1 / 15

Financial Crises

Financial Crises. East Asia 1997, Russia 1998, Brazil ?. Background to 1997 East Asian crisis. Fundamentalist view Contagion view Three factors : Macro policy in OECD Domestic mismanagement Investor panic. Exchange Rates. Goldstein 1998. Stock Markets. Goldstein 1998.

Download Presentation

Financial Crises

An Image/Link below is provided (as is) to download presentation Download Policy: Content on the Website is provided to you AS IS for your information and personal use and may not be sold / licensed / shared on other websites without getting consent from its author. Content is provided to you AS IS for your information and personal use only. Download presentation by click this link. While downloading, if for some reason you are not able to download a presentation, the publisher may have deleted the file from their server. During download, if you can't get a presentation, the file might be deleted by the publisher.

E N D

Presentation Transcript


  1. Financial Crises East Asia 1997, Russia 1998, Brazil ?

  2. Background to 1997 East Asian crisis • Fundamentalist view • Contagion view Three factors: • Macro policy in OECD • Domestic mismanagement • Investor panic

  3. Exchange Rates Goldstein 1998

  4. Stock Markets Goldstein 1998

  5. IMF Growth Forecasts for 1998 Goldstein 1998

  6. External Causes • Credit boom in the 1990s • Low interest rates in the U.S. and Japan • Expansion of portfolio funds • $420 billion net flows to Asian emerging markets • Deteriorating current account • Overvalued real exchange rates • Slowing exports and increasing competition

  7. External Sector Goldstein 1998

  8. Financial Market Vulnerabilities Capital inflows concentrated: • Real estate (30-40% of bank lending) • Equities • Borrowing in foreign currencies w/ short maturities Why?

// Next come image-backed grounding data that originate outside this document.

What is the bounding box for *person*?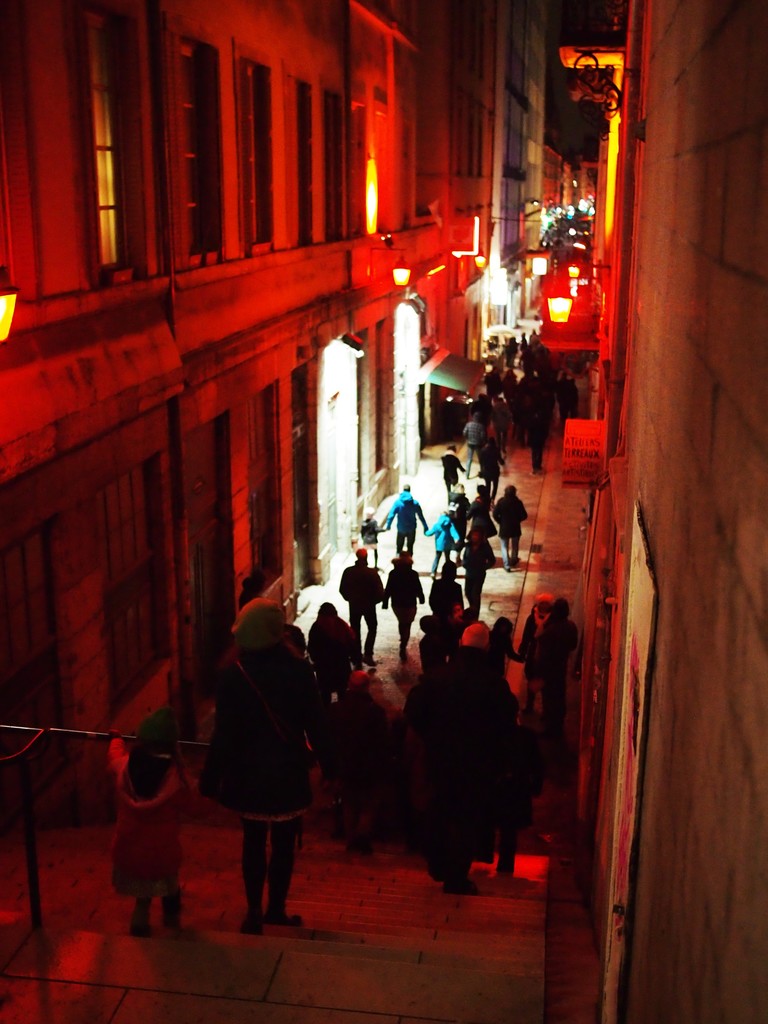
bbox(404, 619, 521, 897).
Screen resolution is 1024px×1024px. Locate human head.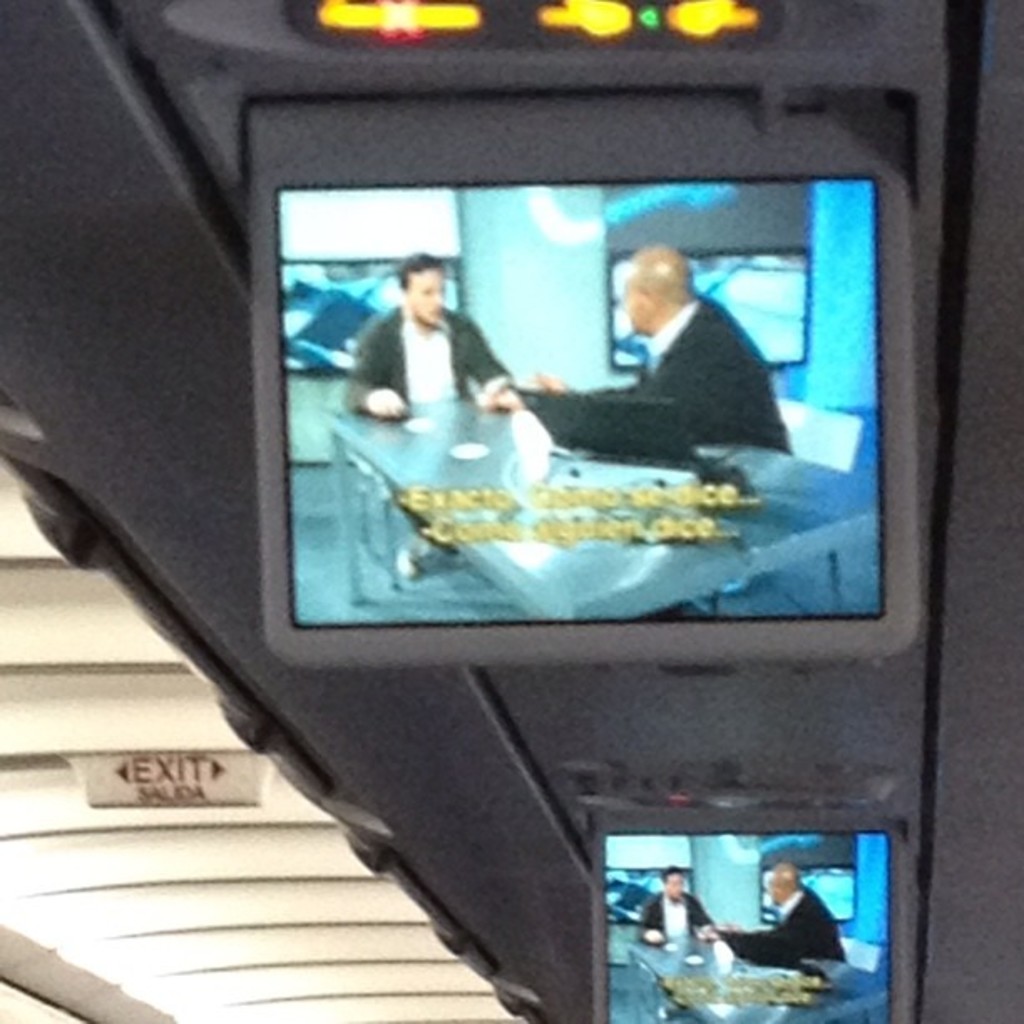
bbox(763, 860, 800, 904).
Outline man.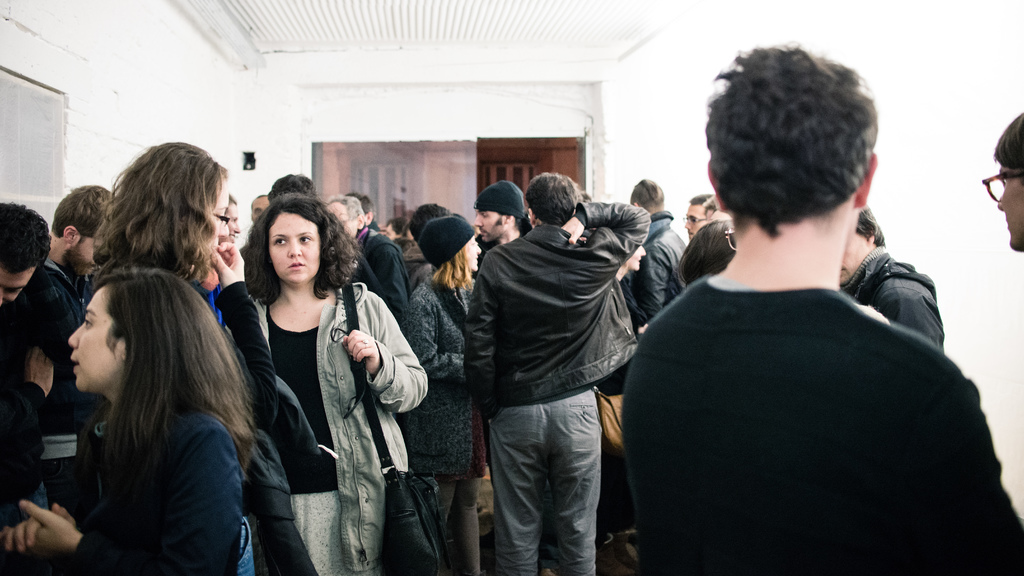
Outline: <box>984,100,1023,264</box>.
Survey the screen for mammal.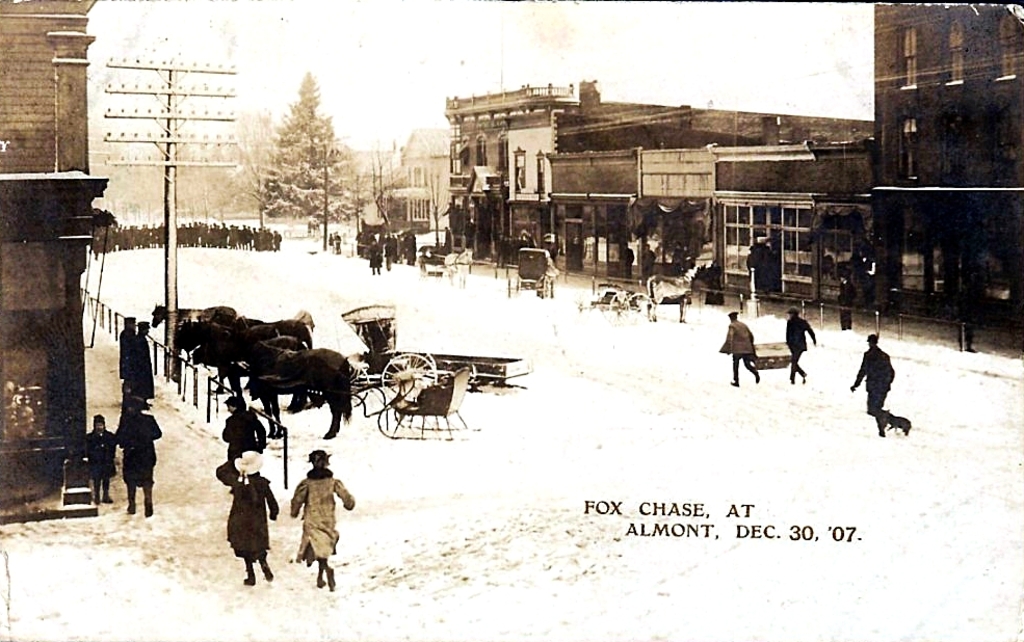
Survey found: bbox=[642, 260, 701, 321].
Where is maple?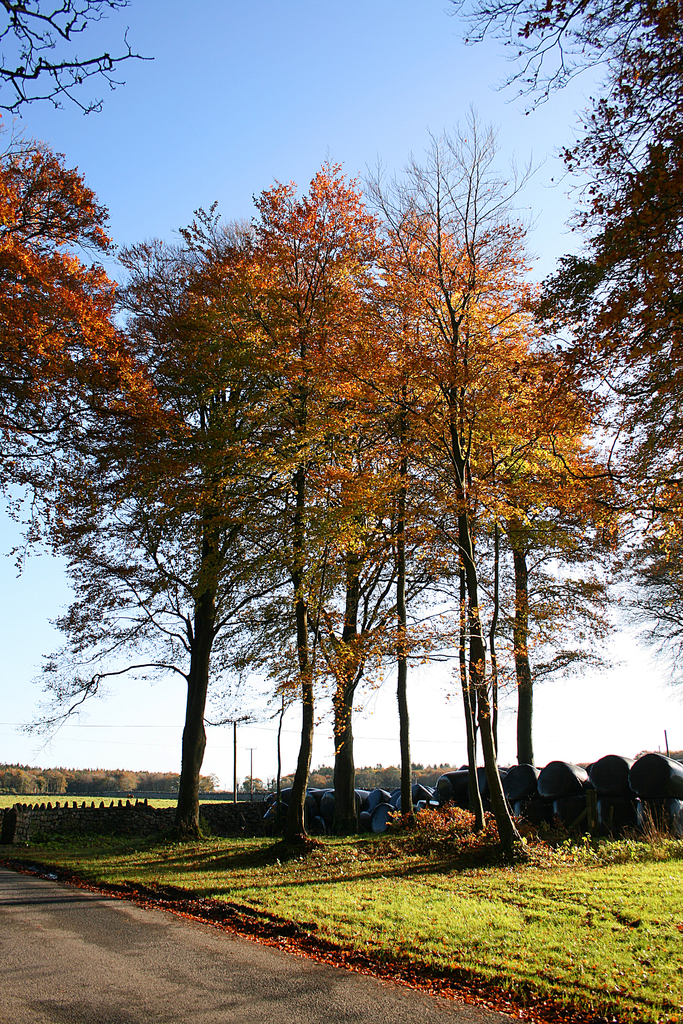
0 124 185 602.
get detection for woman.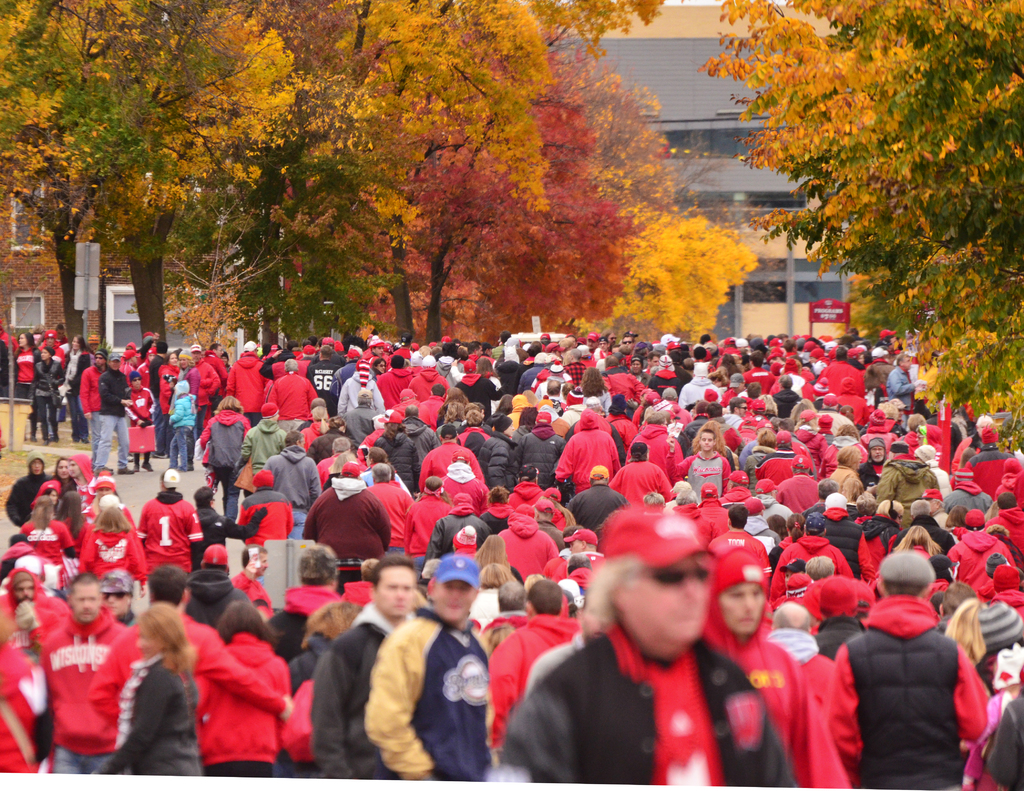
Detection: 693:420:735:464.
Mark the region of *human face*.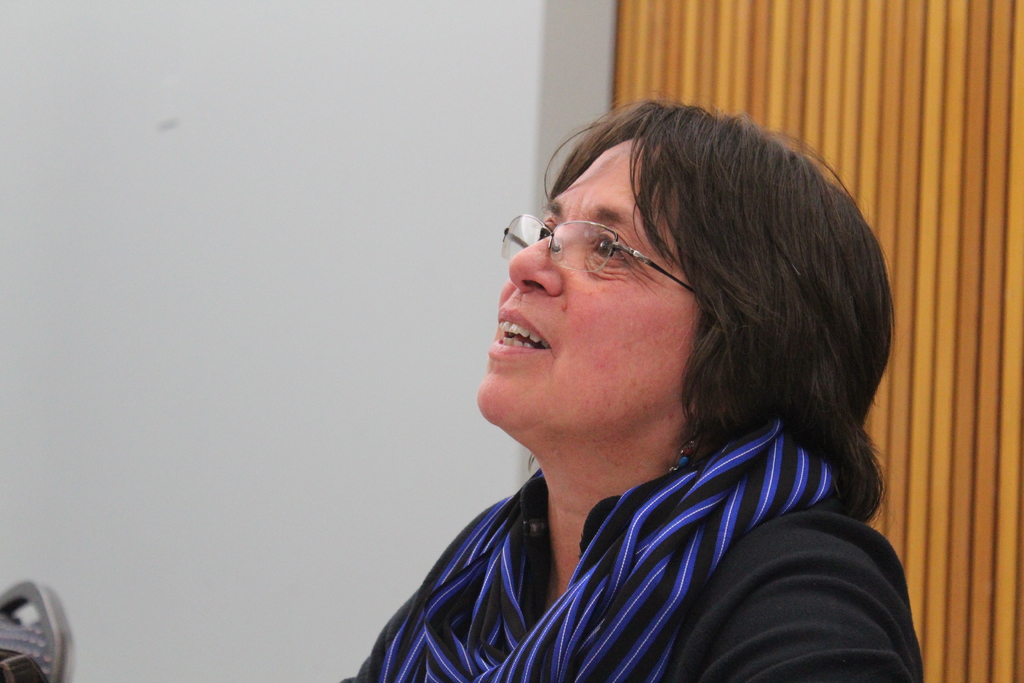
Region: detection(471, 130, 698, 422).
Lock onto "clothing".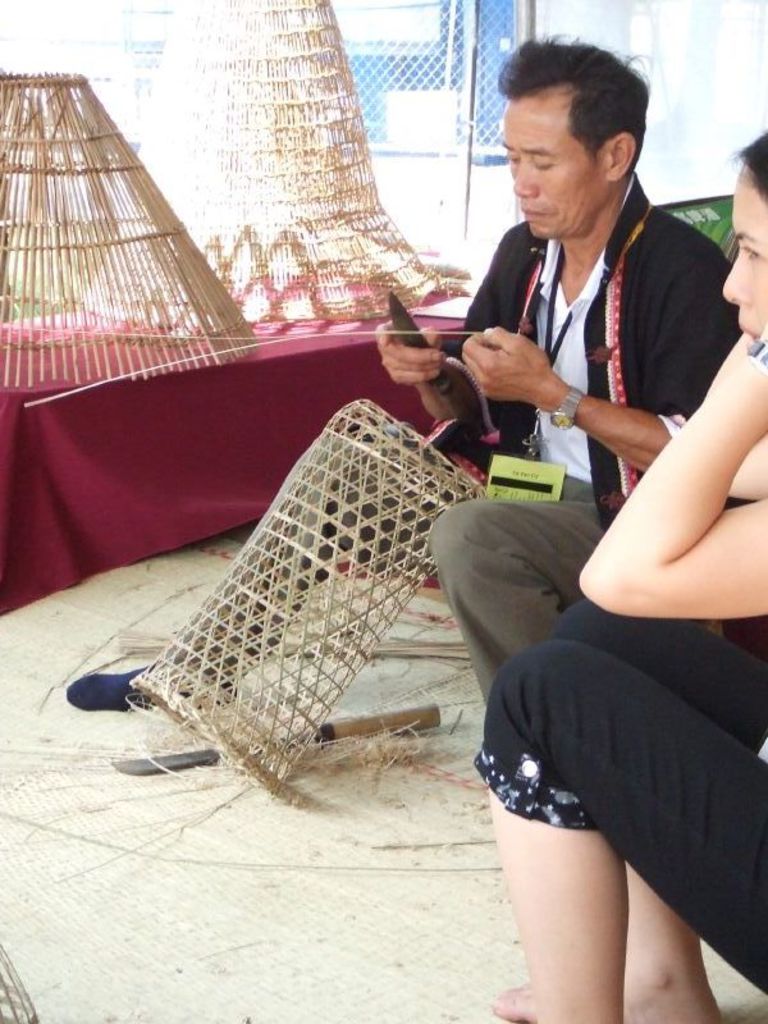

  9. Financial Market Supervision • Weak banking sectors—high ratios of nonperforming loans • Lack of transparency, sound accounting procedures • Inadequate loan-loss reserves • Corrupt lending • Banks as quasi-fiscal agents

  10. Precipitating event • Thailand—CB reserves depleted, rolling over government debt • S. Korea—rolling over foreign-currency denominated bank liabilities • Indonesia—corporations attempt to hedge their currency positions

  11. Contagion • Trade linkages? • Hard to explain contagion from small countries to large ones • Competitive devaluation? • Same objection • Goldstein’s “wake-up call” hypothesis • Do capital markets sleep? • Rational buffalo

  12. Russia 1998 • Fixed exchange rate, overvalued in real terms • Incentive to run a fiscal deficit • Election of 1996 • Collapse of tax revenues • Nominal debt • High interest rates • Central Banking dilemmas • Bail-out of 1998

  13. Why not Brazil in 2002? • Public debt to GDP: 60% • Of which, linked to the dollar: 40% • Spread over U.S. treasuries: 18% • Devaluation: >40% in 2002 • $30 billion IMF program in August • Luiz Inacio Lula da Silva (Lula) elected in October

  14. First Steps • Reaffirm primary surplus goal of 3.75% of GDP, an IMF condition • Propose legislation to strengthen Central Bank’s independence • Conservative appointments • Postponing populist agenda

  15. Discussion Do IMF rescue packages help countries that face financial crises?